How does rising atmospheric CO2 affect marine organisms?

Click to locate material archived on our website by topic


Variability and Change as Simulated by CMIP5 Models
Reference
Jha, B., Hu, Z.-Z. and Kumar, A. 2014. SST and ENSO variability and change simulated in historical experiments of CMIP5 models. Climate Dynamics 42: 2113-2124.

Background
The authors write that "sea surface temperature (SST), particularly in the tropical Pacific Ocean associated with the El Niņo-Southern Oscillation (ENSO), is closely connected with global climate variations on seasonal and longer time scales," and they note that the ENSO-associated SST anomaly (SSTA) in the tropical Pacific "is also the major source of climate predictability over the global lands and oceans," citing the National Research Council (2010) and Wang et al. (2010). And they therefore say "it is important that SST variability, particularly in the tropical Pacific associated with ENSO, is simulated well by climate models."

What was done
Jha et al. used historical simulations (1870-2005) derived from ten CMIP5 models forced with observed atmospheric composition changes, reflecting both natural and anthropogenic sources, in order to provide an assessment of the realism of the model-simulated global historical SST and ENSO variability, and to also examine the impact of low-frequency variations on ENSO and its global teleconnections.

What was learned
The three U.S. researchers report that (1) there are "numerous differences in details among the models," that (2) "the amplitude of Niņo3.4 SST variability is overestimated in most of the models," that (3) "some models show smaller amplitudes as compared to the observations," that (4) the "frequency of ENSO at the period of 5-6 years is not well simulated by almost all models," that (5) the "majority of the models are unable to capture the spatial pattern of the observed linear trend over the entire analysis period (136 years)," that (6) "low-frequency variations before 1970 are not well captured by the models," that (7) the "majority of the models are too cold during 1870-1895, but too warm during 1905-1950," and that (8) the "majority of the models are unable to correctly simulate the spatial pattern of the observed SST trends."

What it means
In the concluding sentence of their paper's abstract, Jha et al. say their results suggest that "it is still a challenge to reproduce the features of global historical SST variations with state-of-the-art coupled general circulation models."

References
National Research Council. 2010. Assessment of Intraseasonal to Interannual Climate Prediction and Predictability. The National Academies Press, Washington, DC, USA, p. 192.

Wang, W., Chen, M. and Kumar, A. 2010. An assessment of the CFS real-time seasonal forecasts. Weather Forecasting 25: 950-969.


Your task:
Here the job is to transcribe only the lines from the one containing "Find fruit in the UI." through the last line below, exactly as written; please leave out pictures.

Source material:
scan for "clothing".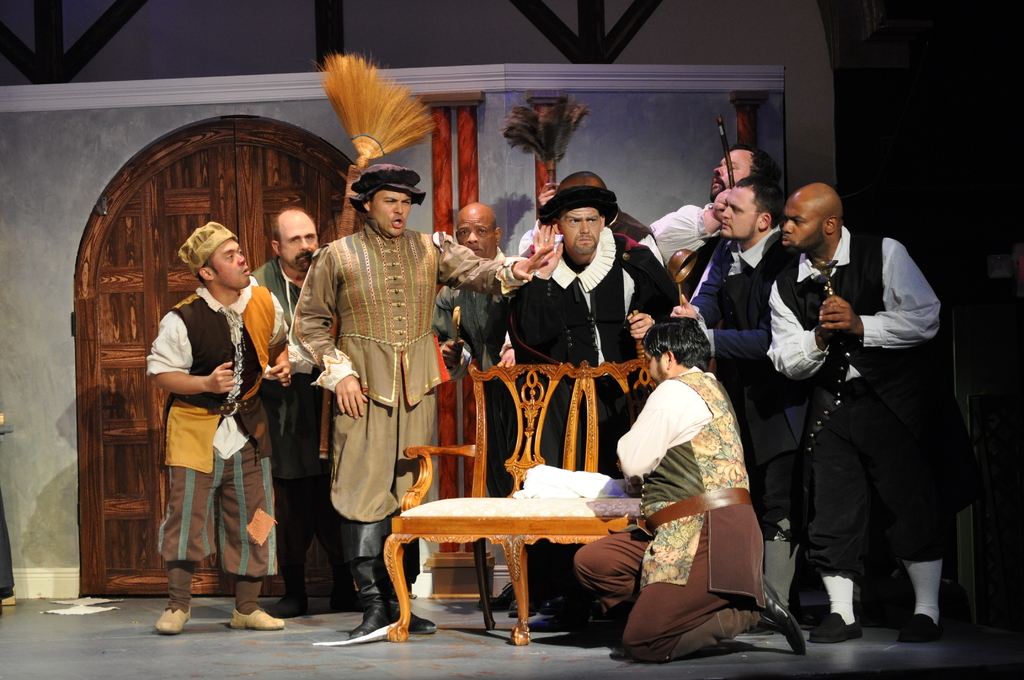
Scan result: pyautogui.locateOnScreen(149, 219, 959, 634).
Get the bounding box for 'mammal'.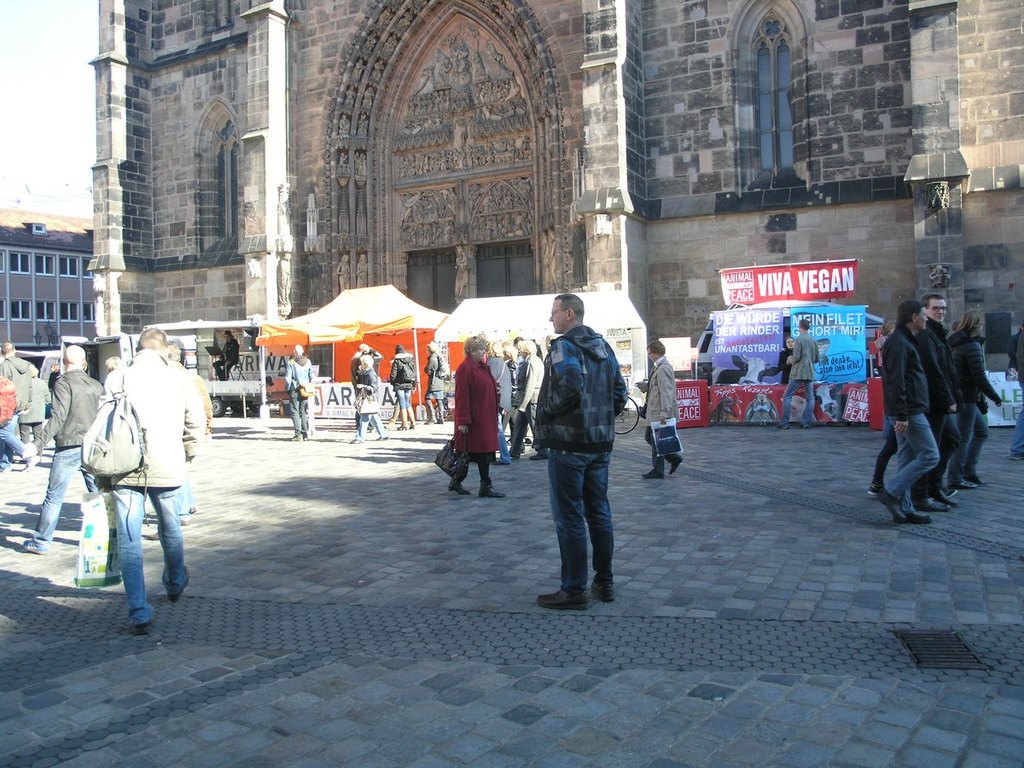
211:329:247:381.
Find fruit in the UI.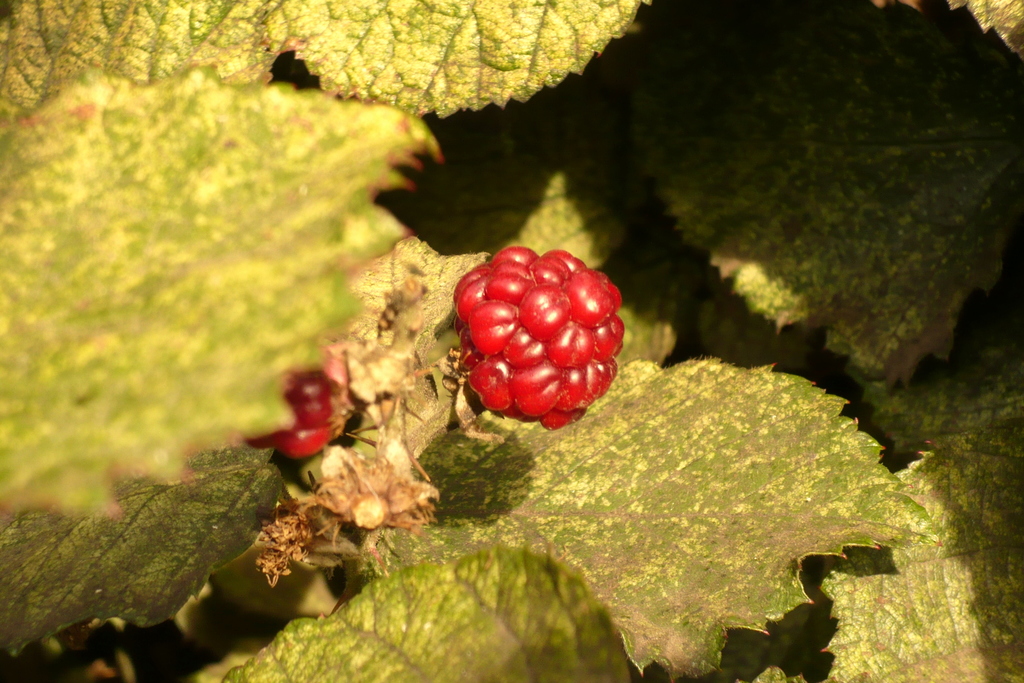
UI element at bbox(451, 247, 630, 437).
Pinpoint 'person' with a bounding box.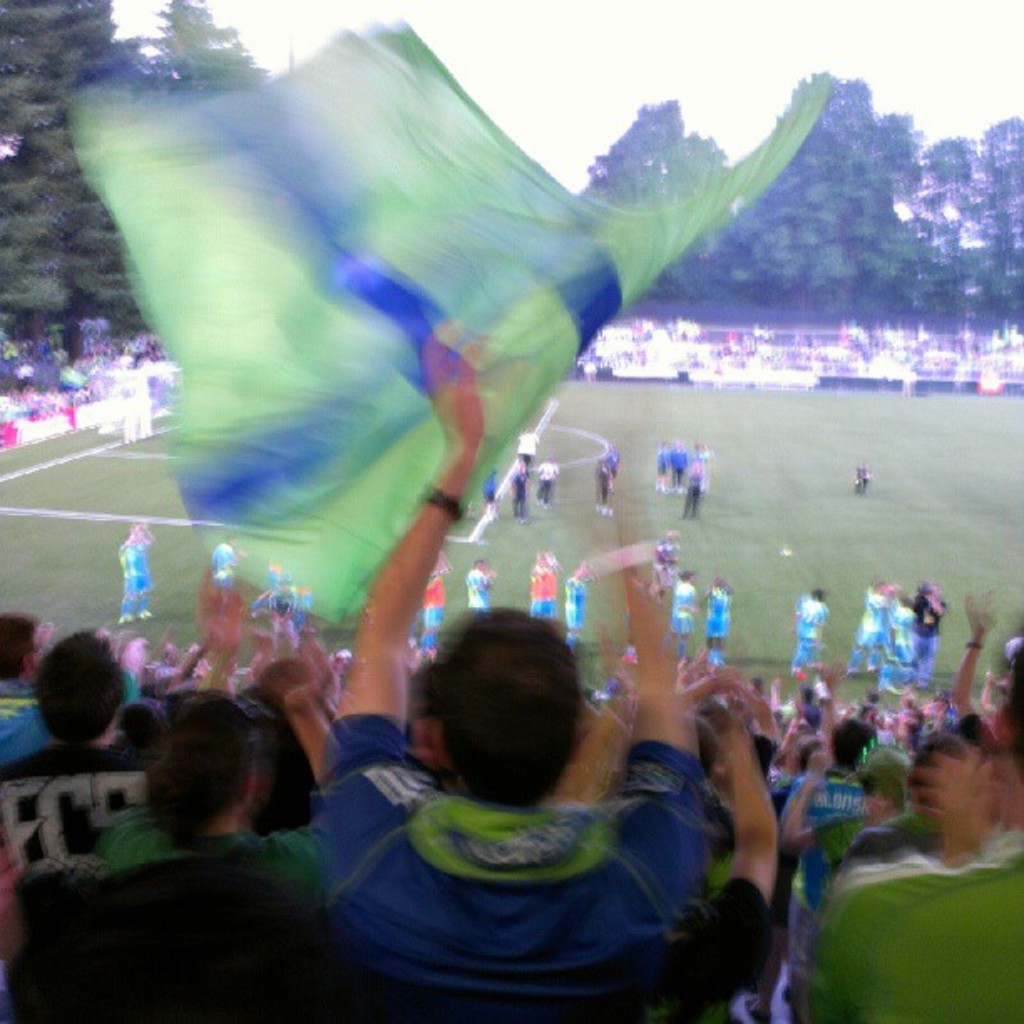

Answer box:
Find fruit in the UI.
UI element at bbox(451, 247, 630, 437).
Pinpoint 'person' with a bounding box.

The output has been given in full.